**Stored records:**
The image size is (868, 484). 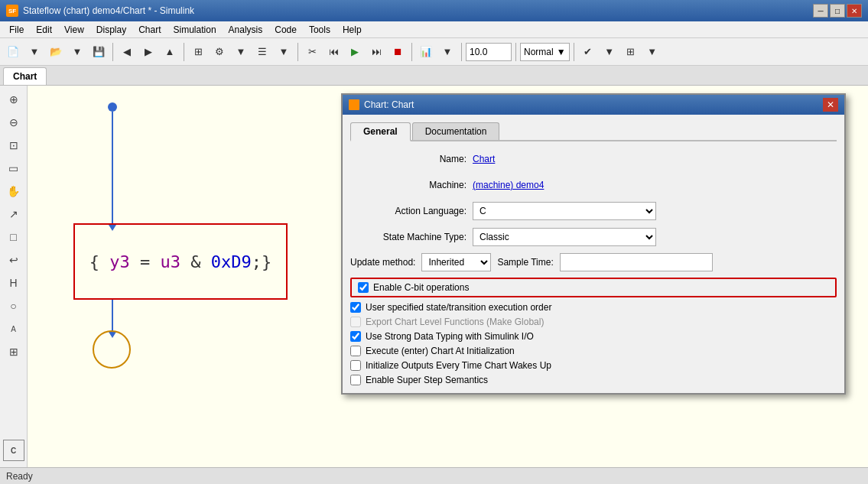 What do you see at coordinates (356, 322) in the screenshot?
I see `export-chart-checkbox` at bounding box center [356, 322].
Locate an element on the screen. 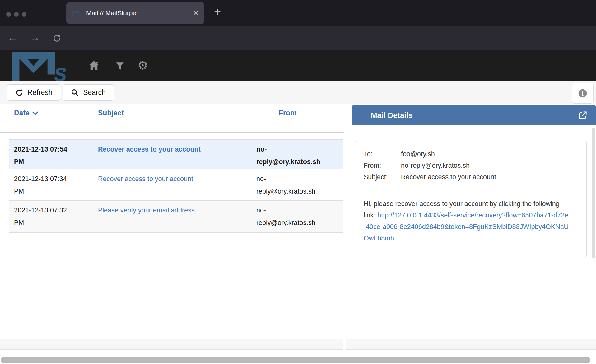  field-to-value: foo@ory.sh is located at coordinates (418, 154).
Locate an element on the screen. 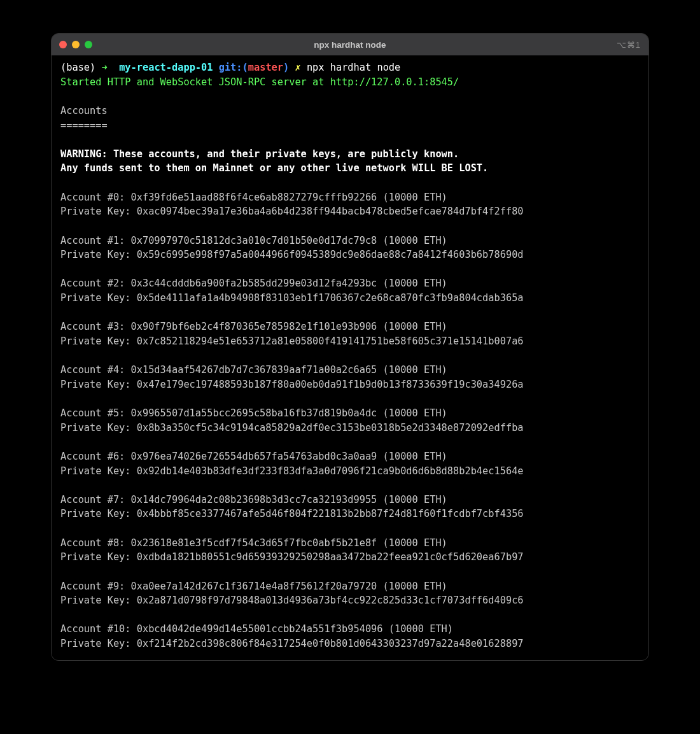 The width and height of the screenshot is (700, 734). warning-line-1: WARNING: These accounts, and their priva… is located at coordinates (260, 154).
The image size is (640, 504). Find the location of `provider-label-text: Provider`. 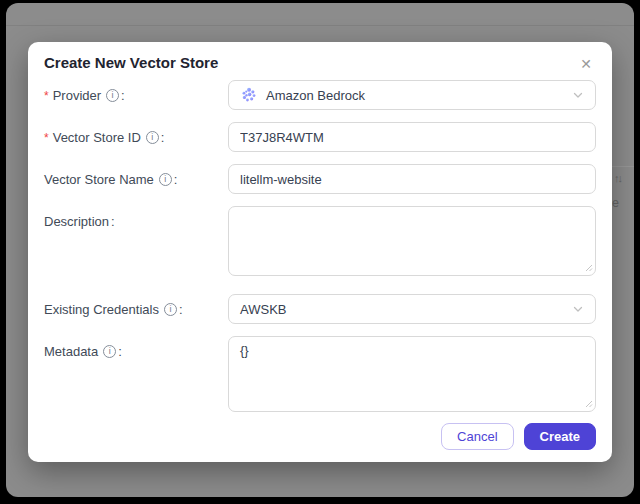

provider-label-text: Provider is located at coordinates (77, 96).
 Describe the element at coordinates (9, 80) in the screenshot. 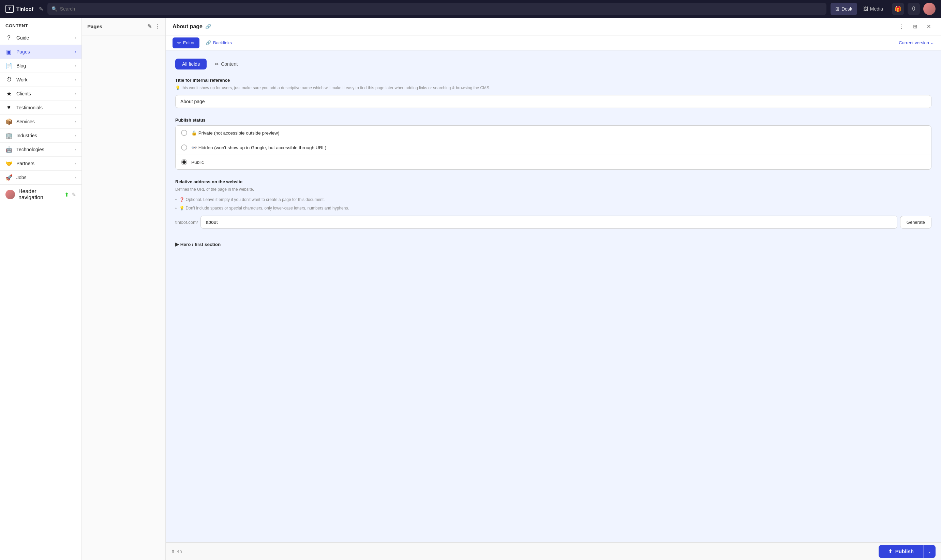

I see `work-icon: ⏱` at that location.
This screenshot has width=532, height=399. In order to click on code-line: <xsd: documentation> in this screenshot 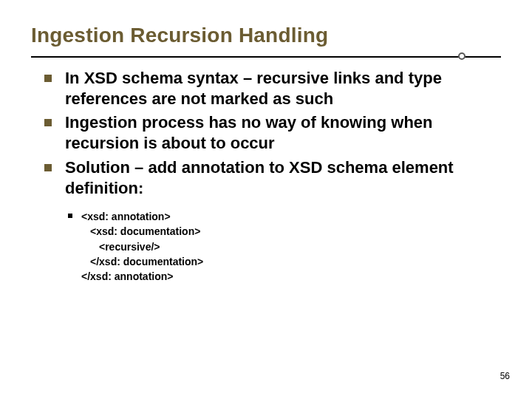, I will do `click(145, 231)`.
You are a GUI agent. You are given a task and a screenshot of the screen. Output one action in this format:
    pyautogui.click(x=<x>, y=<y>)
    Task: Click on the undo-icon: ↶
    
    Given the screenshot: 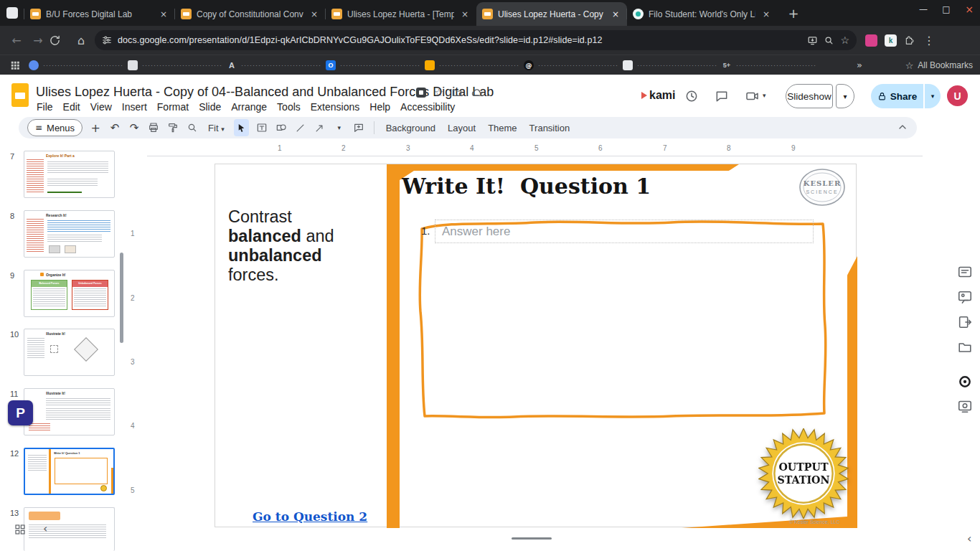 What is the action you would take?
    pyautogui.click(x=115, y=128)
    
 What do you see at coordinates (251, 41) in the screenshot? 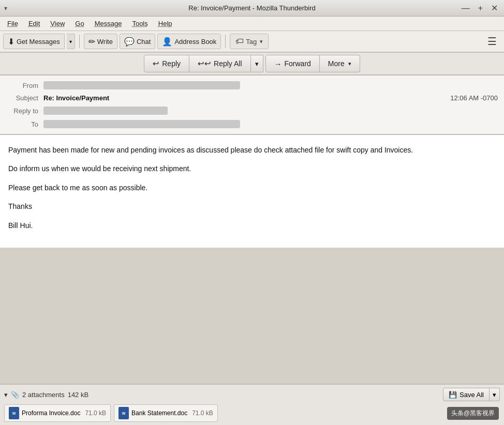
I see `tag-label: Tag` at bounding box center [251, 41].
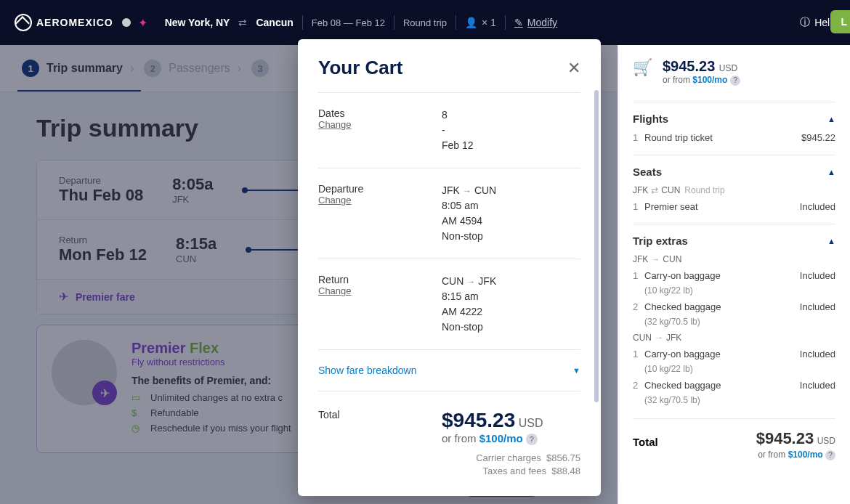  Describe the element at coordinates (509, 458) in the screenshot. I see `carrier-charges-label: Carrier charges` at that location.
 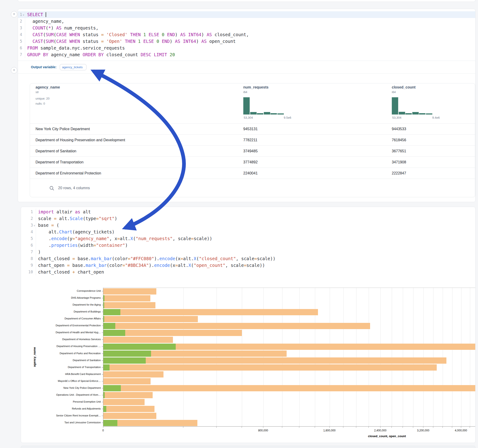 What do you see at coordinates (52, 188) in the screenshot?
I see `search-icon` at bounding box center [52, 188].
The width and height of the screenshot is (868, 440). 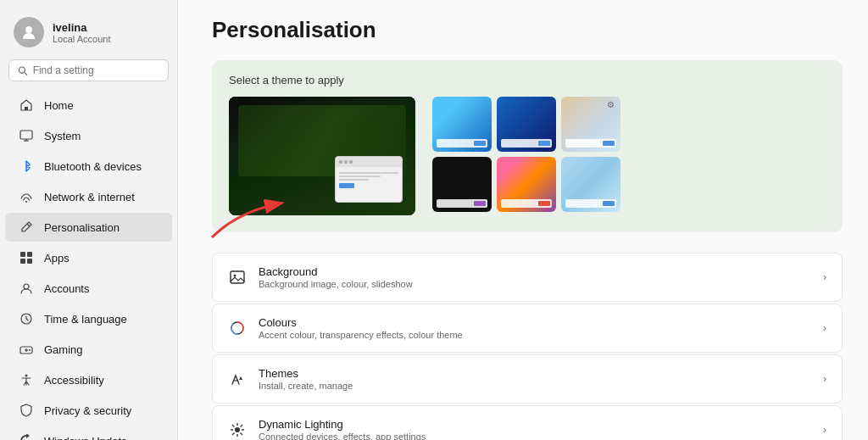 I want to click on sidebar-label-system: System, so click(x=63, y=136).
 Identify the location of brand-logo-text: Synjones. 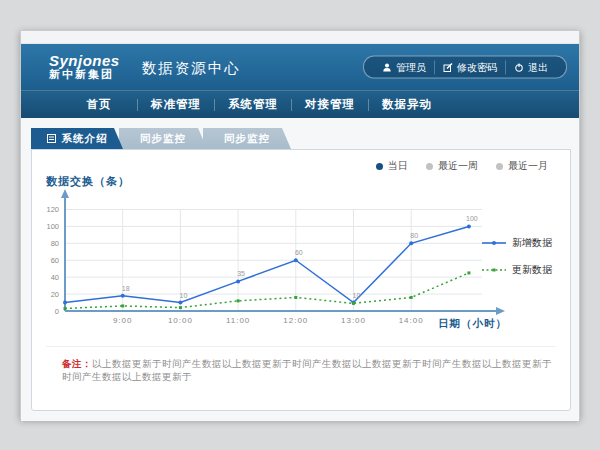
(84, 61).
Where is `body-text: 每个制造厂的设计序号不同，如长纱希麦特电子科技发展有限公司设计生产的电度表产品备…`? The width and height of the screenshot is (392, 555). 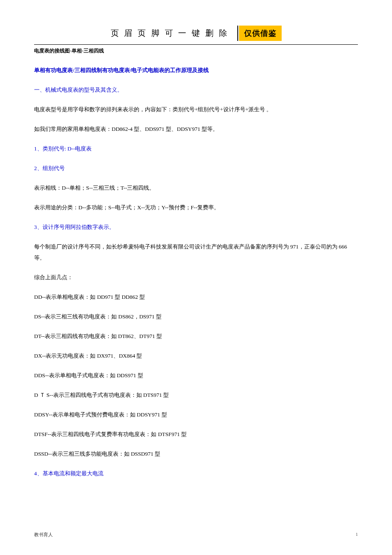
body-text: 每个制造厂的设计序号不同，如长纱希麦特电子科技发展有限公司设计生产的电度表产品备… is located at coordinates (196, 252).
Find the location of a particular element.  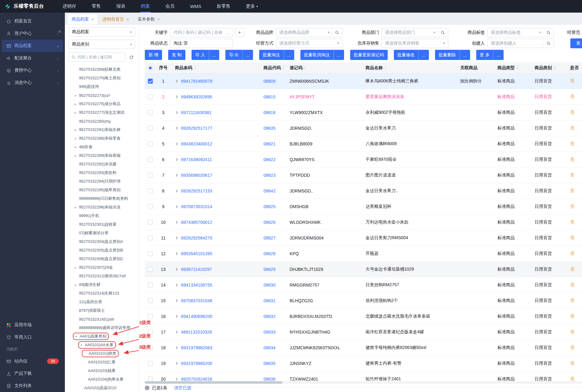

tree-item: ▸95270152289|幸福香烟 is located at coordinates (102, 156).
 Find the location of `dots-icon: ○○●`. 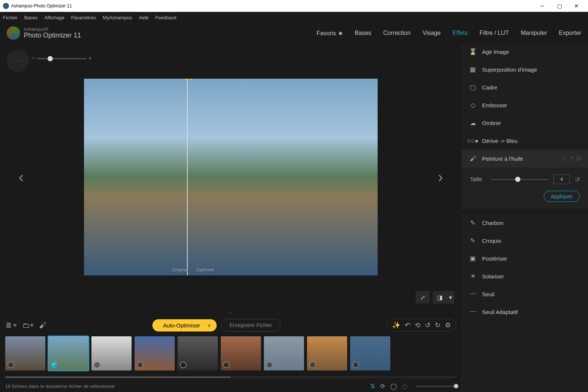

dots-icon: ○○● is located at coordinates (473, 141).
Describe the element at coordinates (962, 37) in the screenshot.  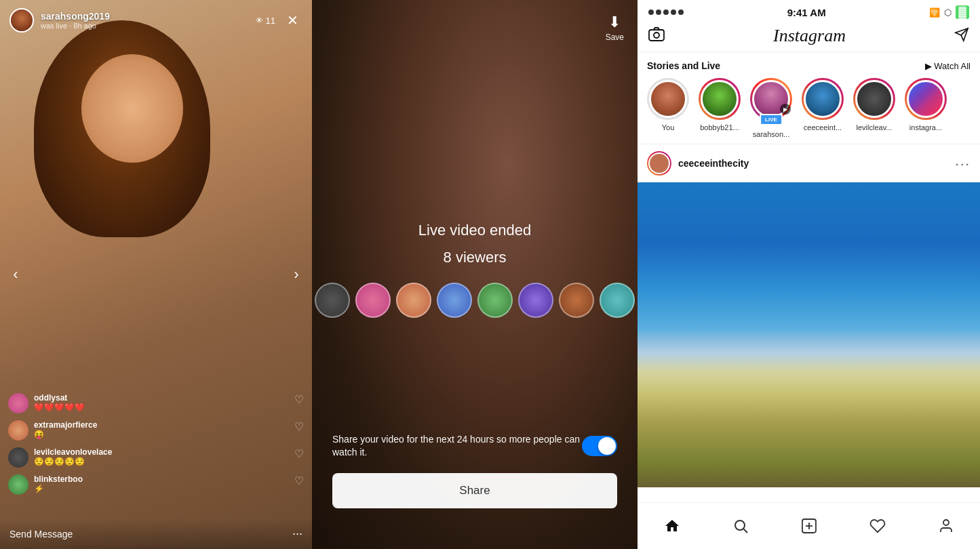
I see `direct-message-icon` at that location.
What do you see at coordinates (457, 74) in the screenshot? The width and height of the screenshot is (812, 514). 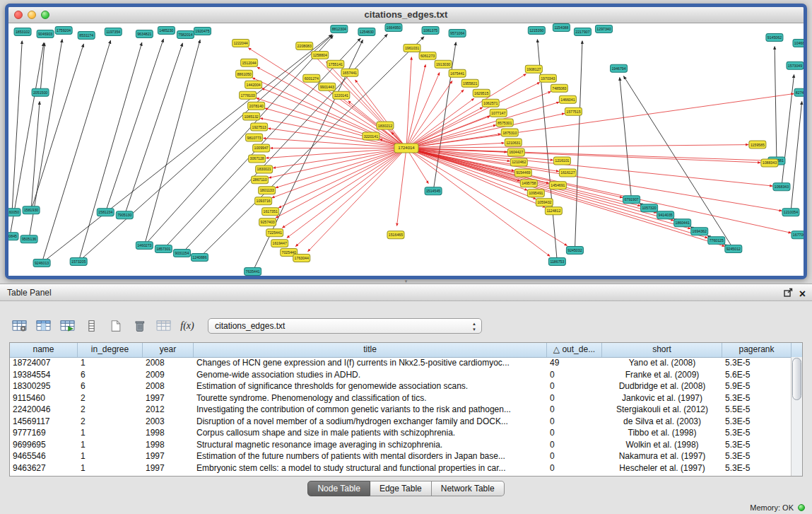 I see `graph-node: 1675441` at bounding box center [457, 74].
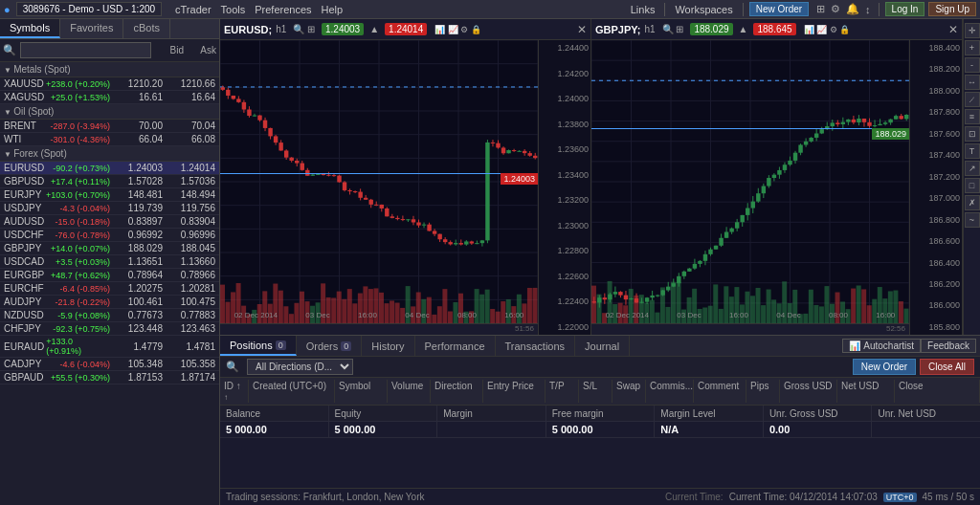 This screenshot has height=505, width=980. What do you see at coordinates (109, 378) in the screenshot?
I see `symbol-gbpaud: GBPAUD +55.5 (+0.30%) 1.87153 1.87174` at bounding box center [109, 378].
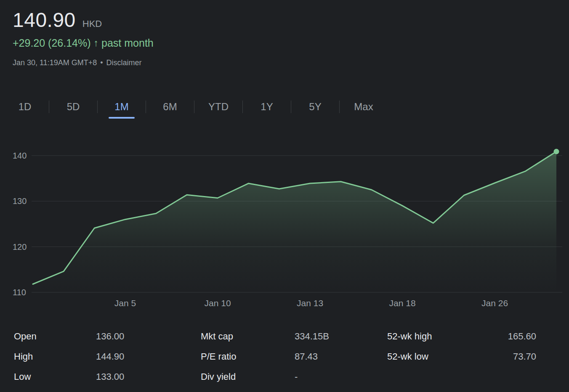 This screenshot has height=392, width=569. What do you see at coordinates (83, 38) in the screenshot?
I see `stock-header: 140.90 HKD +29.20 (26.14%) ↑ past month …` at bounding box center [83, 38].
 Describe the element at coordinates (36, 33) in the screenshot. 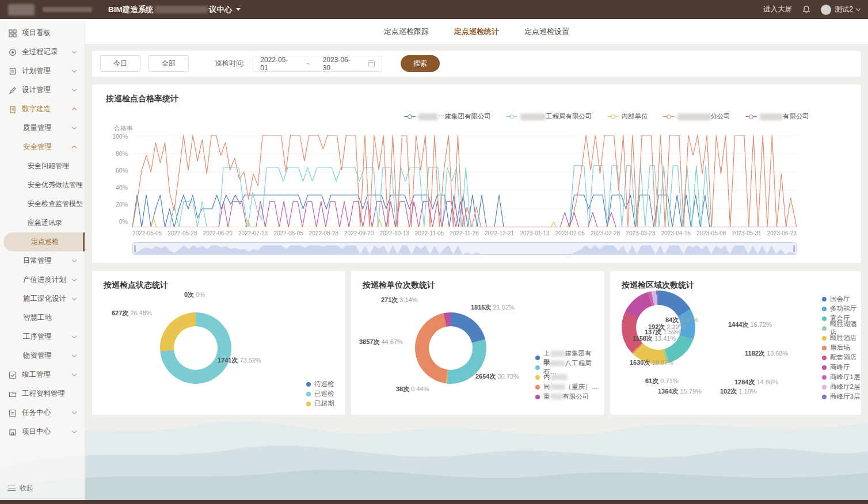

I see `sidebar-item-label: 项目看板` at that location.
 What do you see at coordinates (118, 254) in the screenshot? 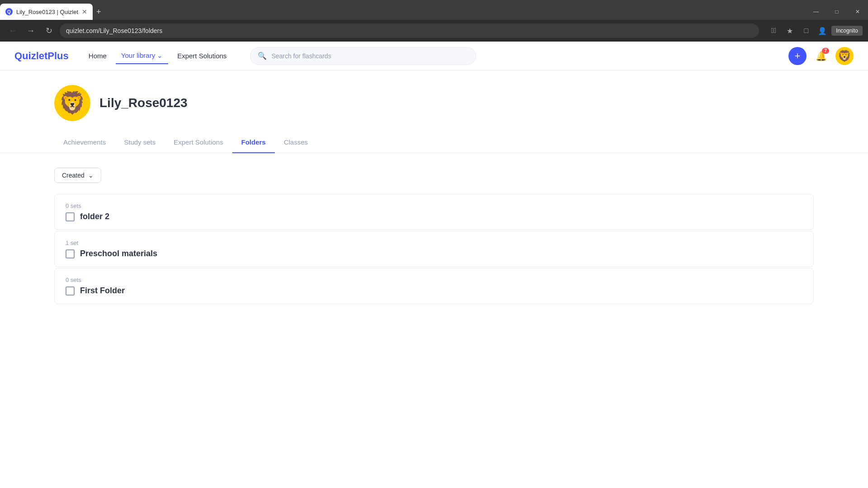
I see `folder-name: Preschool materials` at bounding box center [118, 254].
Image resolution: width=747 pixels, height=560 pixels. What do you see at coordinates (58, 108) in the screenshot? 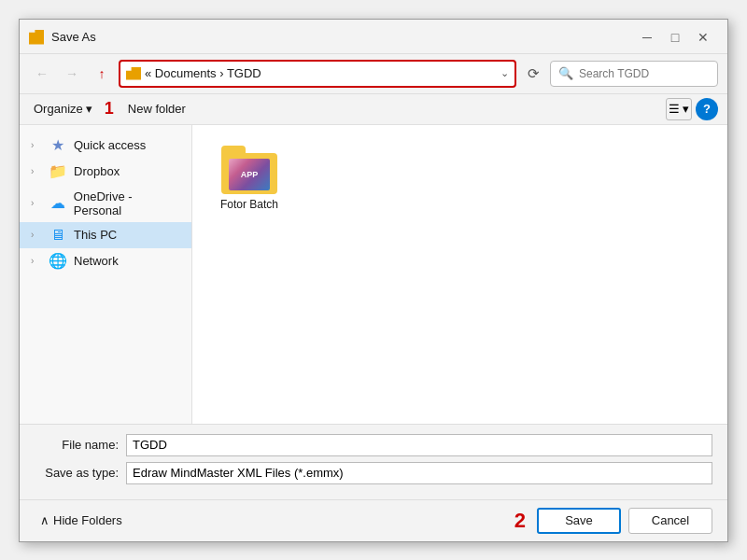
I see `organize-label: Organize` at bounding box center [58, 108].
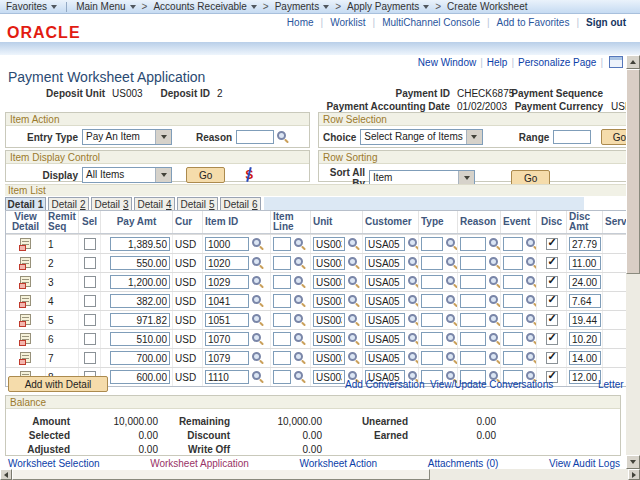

**WORK INSTRUCTION:**
Drop the pictures, then write out only the lines running from the one containing "Image resolution: width=747" through the last line above, both included, exactly.

**EXERCISE RESULT:**
Image resolution: width=747 pixels, height=560 pixels. What do you see at coordinates (58, 108) in the screenshot? 
I see `organize-label: Organize` at bounding box center [58, 108].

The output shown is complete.